Despite the fears and anxieties that kept me up at night, I became angry that anything that might be up there would allow us to endure so much despite trying to live good lives. It was one thing to not have much extra money; it was another to wonder if we could afford food and rent.
I was also furious with our government for its willingness to send billions of tax dollars overseas while refusing to take care of its own citizens. Doctors were dispatched to aid earthquake and tsunami victims in Japan, Haiti, and elsewhere, but we remained uninsured.
Believing our choices were to slowly starve off on the streets or die more comfortably at home, we even planned to seal ourselves in the bedroom and light charcoal to end things with carbon monoxide poisoning. After half a year of job-hunting, we didn’t believe a miracle was coming.
But it was. Unemployment cut us off on September 16th, and less than two weeks later, Tom was working again. This job seems the most promising yet.
Tom describes the work as physical and some of his coworkers as incompetent, which makes things challenging, but he says it’s not the worst job he’s had. At Christmastime, they had a raffle, and he won a Kindle Fire. I’ve been hooked on it ever since, vowing never to read a physical book again. I love how it doesn’t take up space or collect dust, and how it remembers where I left off.
Another highlight of 2011 was getting books published through Amazon and Smashwords. It was exciting at first, but due to not making a lot of money that way, I decided it was pointless to turn a fun hobby into a job and just write for myself. I still share at times on my blog, though. Plus, there was the risk of pirating.
I’m still in touch with my parents and Tammy, though not her kids or my brother, and I don’t want to be. Tolerating Tammy is hard enough. I do it for my parents’ sake and for whatever inheritance they may want to leave us, but I don’t expect much. I’ve been teased enough with the promise of money to not get my hopes up.
My extended family has mostly shunned me, but I don’t care about them any more than they care about me. There are a lot of bad memories there. Still, I have to admit that without them, I don’t know how we would have made it through some tough times.
Tom’s family doesn’t reach out to us, not even with a simple “hello” from time to time. I hope his mother’s final days are miserable, and I don’t feel the least bit guilty for saying so.
I’m still friends with Andy, Adonis, Maliheh, Alison, Kim, Christine, and Mitch, though Maliheh has been distant, blaming it on illness and busyness. Christine is a blogging friend from Ohio, and Adonis is a nice guy in the Netherlands. Irene and Christiane are friends of Nane that I communicate with that times. Christiane lives in Leipzig and Irene lives in Austria. She met Nane when they both lived in New York. Nane worked on Wall Street and Irene was an au pair.
After 15 months, Nane decided to end things.

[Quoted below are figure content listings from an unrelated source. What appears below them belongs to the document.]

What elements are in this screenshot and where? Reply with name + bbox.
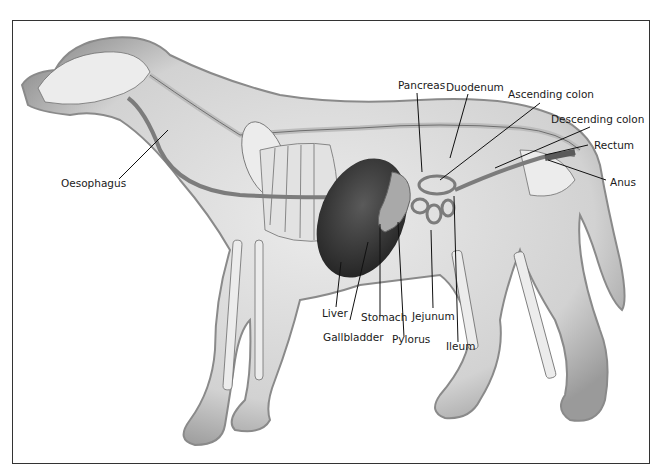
label-rectum: Rectum <box>594 139 634 151</box>
label-pylorus: Pylorus <box>392 333 430 345</box>
label-gallbladder: Gallbladder <box>323 331 384 343</box>
dog-anatomy-illustration <box>0 0 657 474</box>
label-liver: Liver <box>322 307 348 319</box>
label-ascending-colon: Ascending colon <box>508 88 594 100</box>
label-oesophagus: Oesophagus <box>61 177 126 189</box>
label-descending-colon: Descending colon <box>551 113 644 125</box>
label-duodenum: Duodenum <box>446 81 504 93</box>
label-stomach: Stomach <box>361 311 407 323</box>
label-anus: Anus <box>610 176 636 188</box>
label-ileum: Ileum <box>446 340 475 352</box>
label-jejunum: Jejunum <box>412 310 455 322</box>
label-pancreas: Pancreas <box>398 79 445 91</box>
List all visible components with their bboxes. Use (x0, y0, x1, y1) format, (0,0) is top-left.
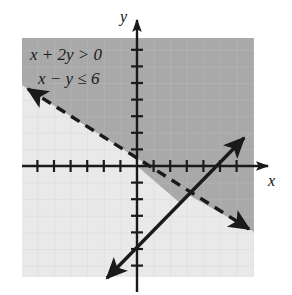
inequality-label-1: x + 2y > 0 (29, 45, 103, 64)
graph-canvas: x + 2y > 0 x − y ≤ 6 y x (0, 0, 292, 295)
inequality-label-2: x − y ≤ 6 (37, 69, 100, 88)
inequality-graph-figure: x + 2y > 0 x − y ≤ 6 y x (0, 0, 292, 295)
x-axis-label: x (267, 172, 275, 189)
y-axis-label: y (118, 8, 128, 26)
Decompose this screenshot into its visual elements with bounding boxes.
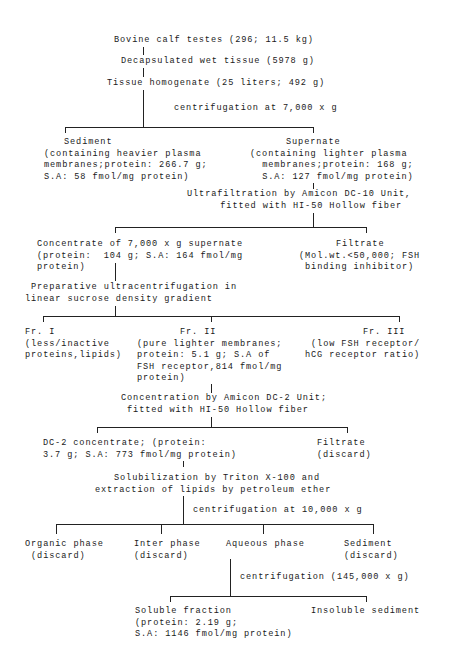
- connector: [347, 427, 348, 433]
- step-centrifuge-7000: centrifugation at 7,000 x g: [174, 103, 338, 115]
- node-fraction-1: Fr. I (less/inactive proteins,lipids): [25, 327, 122, 362]
- connector: [143, 90, 144, 127]
- connector: [115, 263, 116, 281]
- connector: [56, 524, 57, 534]
- connector: [263, 524, 264, 534]
- branch-line: [97, 427, 348, 428]
- connector: [170, 596, 171, 602]
- node-sediment-1: Sediment (containing heavier plasma memb…: [44, 137, 208, 183]
- connector: [43, 316, 44, 322]
- connector: [97, 427, 98, 433]
- branch-line: [65, 127, 314, 128]
- connector: [183, 496, 184, 524]
- connector: [211, 316, 212, 322]
- branch-line: [170, 596, 367, 597]
- node-soluble-fraction: Soluble fraction (protein: 2.19 g; S.A: …: [135, 606, 292, 641]
- node-dc2-concentrate: DC-2 concentrate; (protein: 3.7 g; S.A: …: [43, 438, 237, 461]
- connector: [366, 596, 367, 602]
- connector: [115, 306, 116, 316]
- connector: [211, 384, 212, 393]
- step-ultracentrifugation: Preparative ultracentrifugation in linea…: [25, 282, 237, 305]
- node-homog: Tissue homogenate (25 liters; 492 g): [107, 78, 325, 90]
- step-ultrafiltration: Ultrafiltration by Amicon DC-10 Unit, fi…: [187, 189, 411, 212]
- node-fraction-2: Fr. II (pure lighter membranes; protein:…: [137, 327, 282, 385]
- connector: [399, 316, 400, 322]
- node-inter-phase: Inter phase (discard): [134, 539, 201, 562]
- node-fraction-3: Fr. III (low FSH receptor/ hCG receptor …: [305, 327, 420, 362]
- connector: [143, 68, 144, 77]
- connector: [161, 524, 162, 534]
- branch-line: [56, 524, 374, 525]
- connector: [366, 227, 367, 233]
- connector: [183, 461, 184, 467]
- connector: [143, 47, 144, 55]
- connector: [115, 227, 116, 233]
- node-filtrate-2: Filtrate (discard): [317, 438, 372, 461]
- connector: [65, 127, 66, 133]
- connector: [230, 559, 231, 596]
- node-aqueous-phase: Aqueous phase: [226, 539, 305, 551]
- branch-line: [115, 227, 367, 228]
- step-concentration-dc2: Concentration by Amicon DC-2 Unit; fitte…: [121, 393, 327, 416]
- connector: [313, 213, 314, 227]
- branch-line: [43, 316, 400, 317]
- node-organic-phase: Organic phase (discard): [25, 539, 104, 562]
- node-start: Bovine calf testes (296; 11.5 kg): [114, 35, 314, 47]
- connector: [373, 524, 374, 534]
- node-concentrate: Concentrate of 7,000 x g supernate (prot…: [37, 239, 243, 274]
- purification-flowchart: Bovine calf testes (296; 11.5 kg) Decaps…: [0, 0, 450, 666]
- node-sediment-2: Sediment (discard): [344, 539, 399, 562]
- connector: [211, 417, 212, 427]
- step-centrifuge-145000: centrifugation (145,000 x g): [240, 572, 410, 584]
- node-decap: Decapsulated wet tissue (5978 g): [121, 56, 315, 68]
- node-filtrate-1: Filtrate (Mol.wt.<50,000; FSH binding in…: [299, 239, 420, 274]
- node-supernate: Supernate (containing lighter plasma mem…: [250, 137, 414, 183]
- step-solubilization: Solubilization by Triton X-100 and extra…: [95, 473, 331, 496]
- node-insoluble-sediment: Insoluble sediment: [311, 606, 420, 618]
- connector: [313, 127, 314, 133]
- step-centrifuge-10000: centrifugation at 10,000 x g: [193, 505, 363, 517]
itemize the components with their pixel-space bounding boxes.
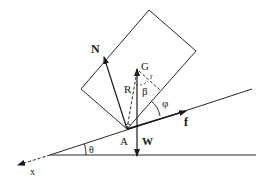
diagram-canvas: N G R r β φ f A W θ x (0, 0, 266, 184)
label-r-big: R (124, 84, 131, 95)
label-a: A (120, 136, 128, 147)
theta-arc (85, 144, 87, 155)
label-x: x (30, 167, 35, 177)
label-n: N (91, 43, 100, 55)
x-axis-dashed (18, 155, 50, 165)
diagram-svg (0, 0, 266, 184)
label-r-small: r (150, 73, 153, 81)
label-phi: φ (162, 98, 168, 109)
label-theta: θ (89, 145, 94, 155)
label-beta: β (142, 86, 148, 97)
friction-arrow (127, 111, 186, 129)
a-arc (125, 124, 131, 125)
r-dashed-line (127, 71, 137, 129)
block (81, 10, 196, 129)
label-f: f (184, 116, 188, 128)
label-w: W (142, 136, 153, 147)
label-g: G (141, 61, 149, 72)
phi-arc (151, 101, 160, 116)
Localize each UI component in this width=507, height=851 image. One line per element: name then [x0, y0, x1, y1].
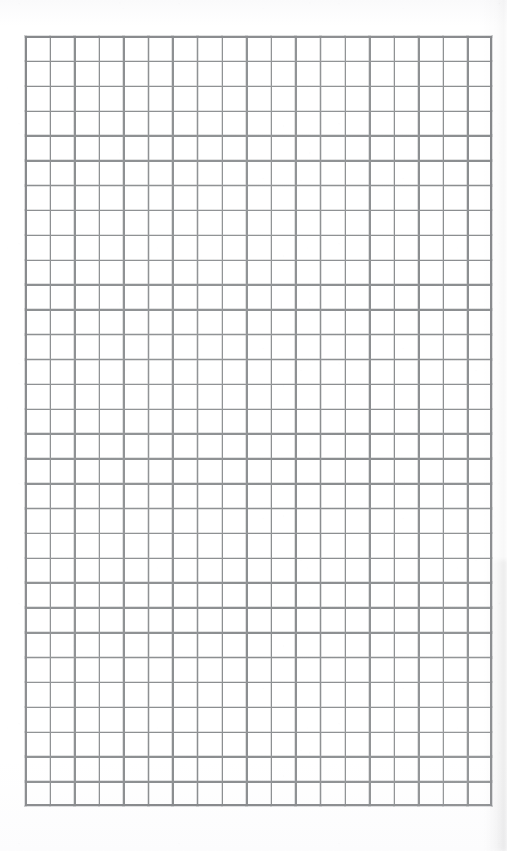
scanned-page — [0, 0, 507, 851]
grid-border-bottom — [25, 804, 492, 806]
grid-ruling-softening — [24, 35, 493, 807]
grid-border-top — [25, 36, 492, 38]
grid-border-left — [25, 36, 27, 806]
grid-border-right — [490, 36, 492, 806]
grid-paper-block — [25, 36, 492, 806]
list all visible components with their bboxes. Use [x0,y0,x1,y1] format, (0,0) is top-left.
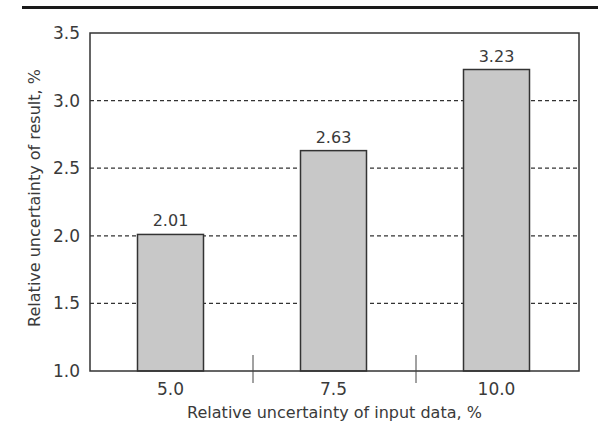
bar-value-label: 2.01 [153,211,189,230]
bar-value-label: 3.23 [479,47,515,66]
x-tick-label: 5.0 [157,379,184,399]
bar-chart: 2.012.633.23 1.01.52.02.53.03.5 5.07.510… [0,0,598,441]
bar-value-label: 2.63 [316,128,352,147]
y-tick-label: 3.0 [53,91,80,111]
y-tick-label: 1.5 [53,293,80,313]
x-tick-label: 10.0 [478,379,516,399]
bar [138,234,204,371]
bars: 2.012.633.23 [138,47,530,371]
y-tick-labels: 1.01.52.02.53.03.5 [53,23,80,381]
bar [464,70,530,371]
y-tick-label: 2.5 [53,158,80,178]
y-tick-label: 3.5 [53,23,80,43]
y-tick-label: 2.0 [53,226,80,246]
y-axis-title: Relative uncertainty of result, % [25,69,44,327]
x-axis-title: Relative uncertainty of input data, % [187,403,482,422]
y-tick-label: 1.0 [53,361,80,381]
bar [301,151,367,371]
x-tick-label: 7.5 [320,379,347,399]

Andy, Alison, and I think she was toying with my feelings unfairly. When things got rough last fall, she initially seemed supportive. But after two months of silence, she told me she thought I was using her for attention, which hurt and angered me.
On top of that, Kim, Aly, myself, and others are still stalked and harassed by Molly. Last summer, her mother even joined in, making all kinds of bogus legal threats.